### Try it
Everything from the line that holds "Find the location" through the end of the listing below must be retyped word for word, without any pictures.
*** Begin section ***
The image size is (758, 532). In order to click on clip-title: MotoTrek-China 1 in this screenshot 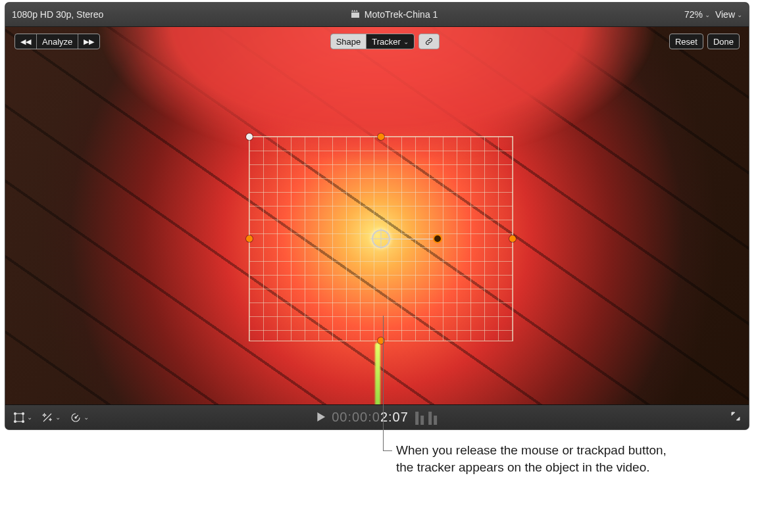, I will do `click(401, 14)`.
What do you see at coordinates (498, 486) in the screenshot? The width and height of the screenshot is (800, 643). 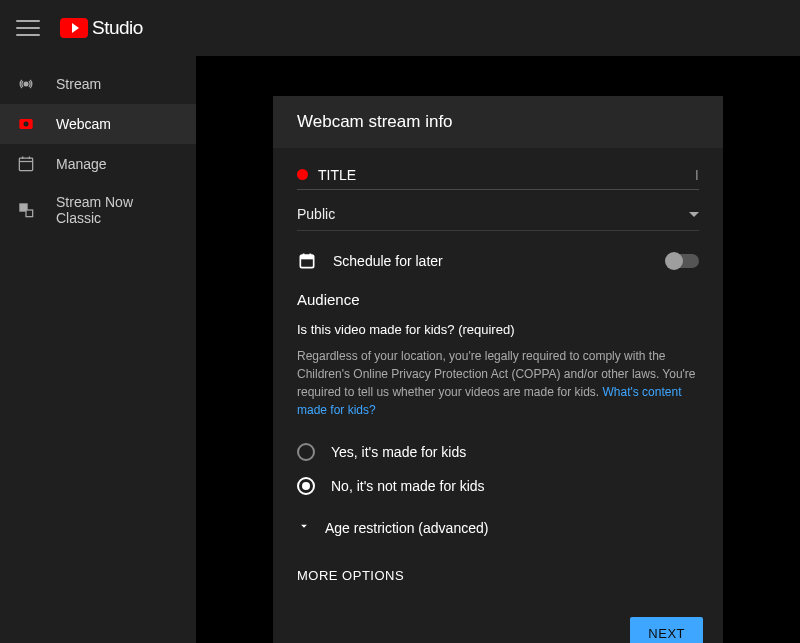 I see `radio-no-not-for-kids: No, it's not made for kids` at bounding box center [498, 486].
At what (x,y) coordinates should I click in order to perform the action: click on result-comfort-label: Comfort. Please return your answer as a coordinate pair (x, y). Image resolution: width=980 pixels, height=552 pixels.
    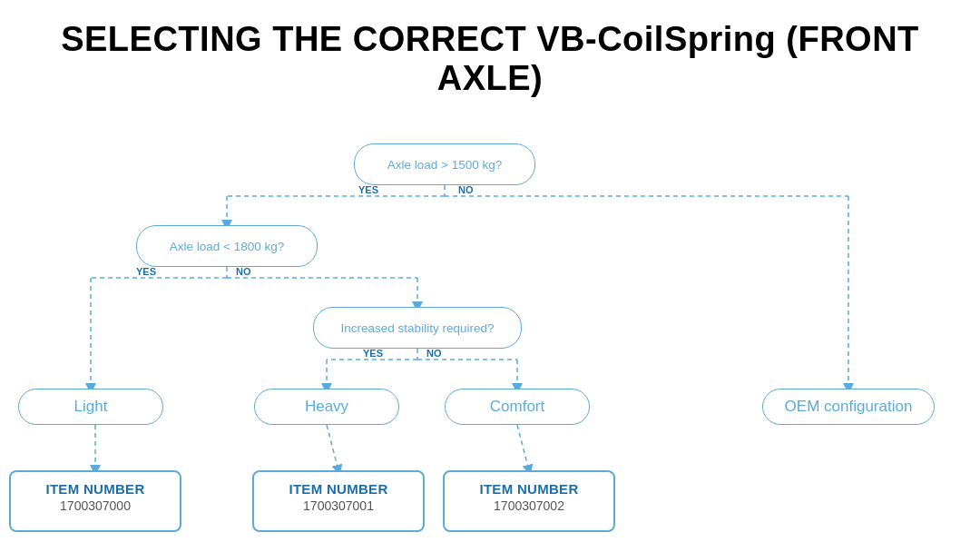
    Looking at the image, I should click on (517, 407).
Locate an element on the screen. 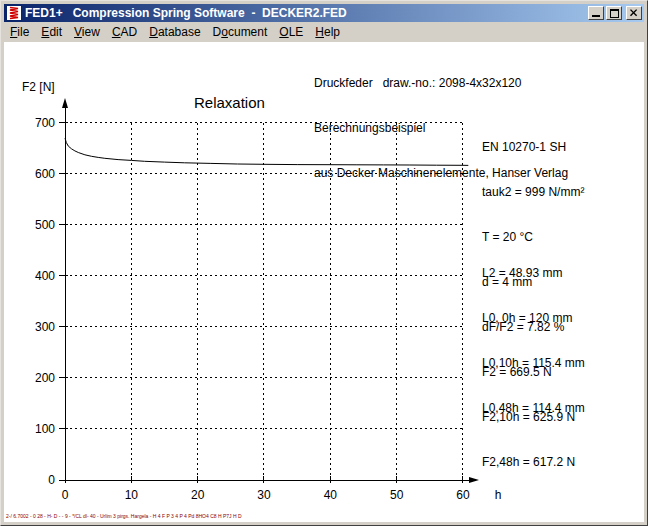  svg-text: 700 is located at coordinates (45, 123).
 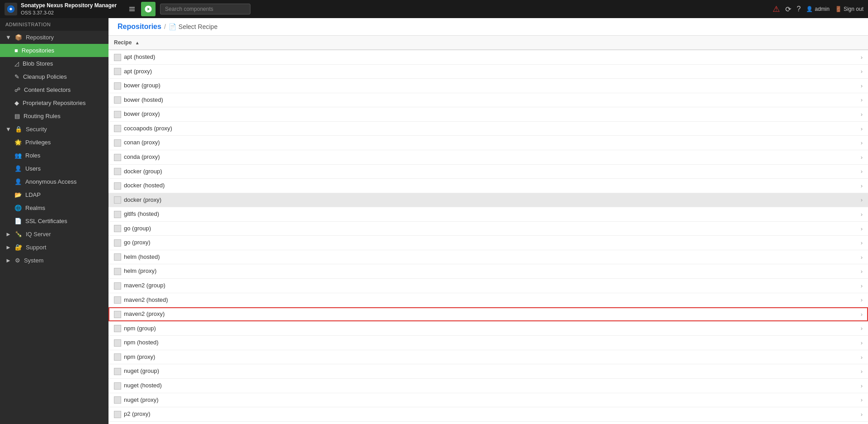 What do you see at coordinates (8, 234) in the screenshot?
I see `chevron-right-icon-iq: ►` at bounding box center [8, 234].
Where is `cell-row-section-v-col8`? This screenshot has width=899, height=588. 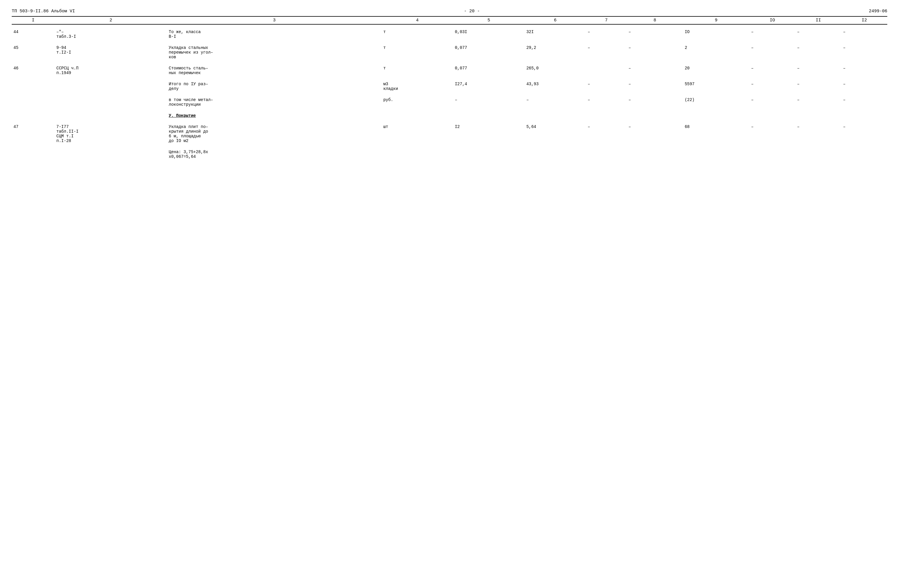
cell-row-section-v-col8 is located at coordinates (655, 116).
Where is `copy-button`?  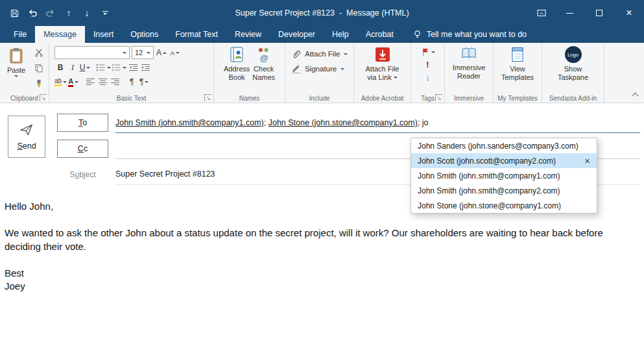
copy-button is located at coordinates (39, 68).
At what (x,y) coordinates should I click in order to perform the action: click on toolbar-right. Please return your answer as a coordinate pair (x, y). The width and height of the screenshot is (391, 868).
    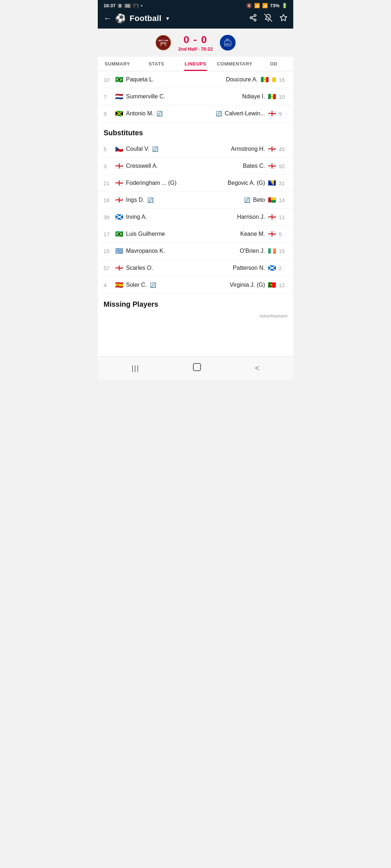
    Looking at the image, I should click on (268, 19).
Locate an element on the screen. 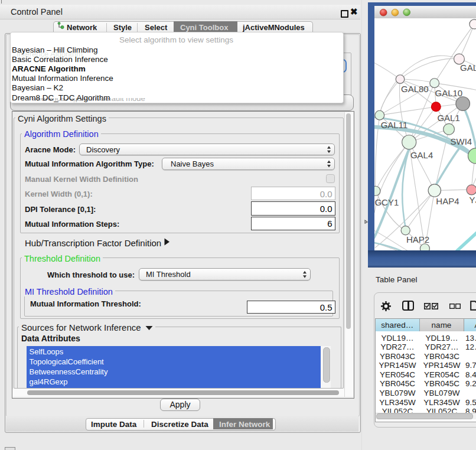 The image size is (476, 450). svg-text: SWI4 is located at coordinates (462, 142).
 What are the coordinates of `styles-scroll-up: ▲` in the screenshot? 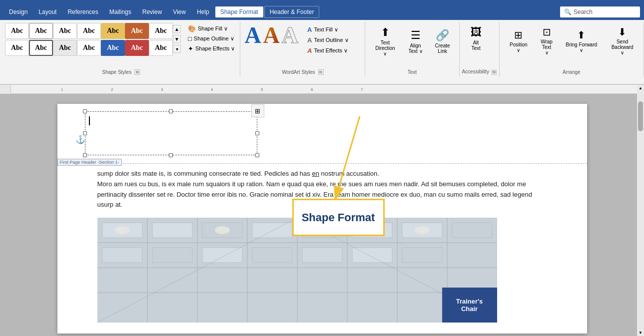 It's located at (177, 29).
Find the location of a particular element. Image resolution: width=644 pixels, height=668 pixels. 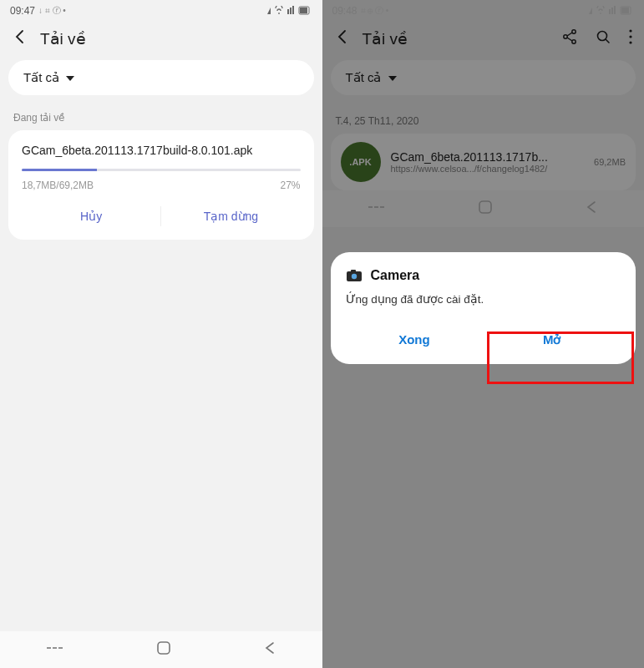

done-button: Xong is located at coordinates (414, 340).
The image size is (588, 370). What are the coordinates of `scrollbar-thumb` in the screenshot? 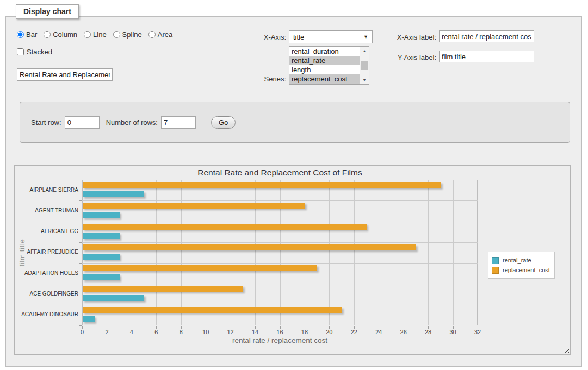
*** End section ***
### Task answer
Find the location of a particular element. Image resolution: width=644 pixels, height=668 pixels. 

done-button: Xong is located at coordinates (414, 340).
The image size is (588, 370). What are the coordinates of `scrollbar-thumb` in the screenshot? 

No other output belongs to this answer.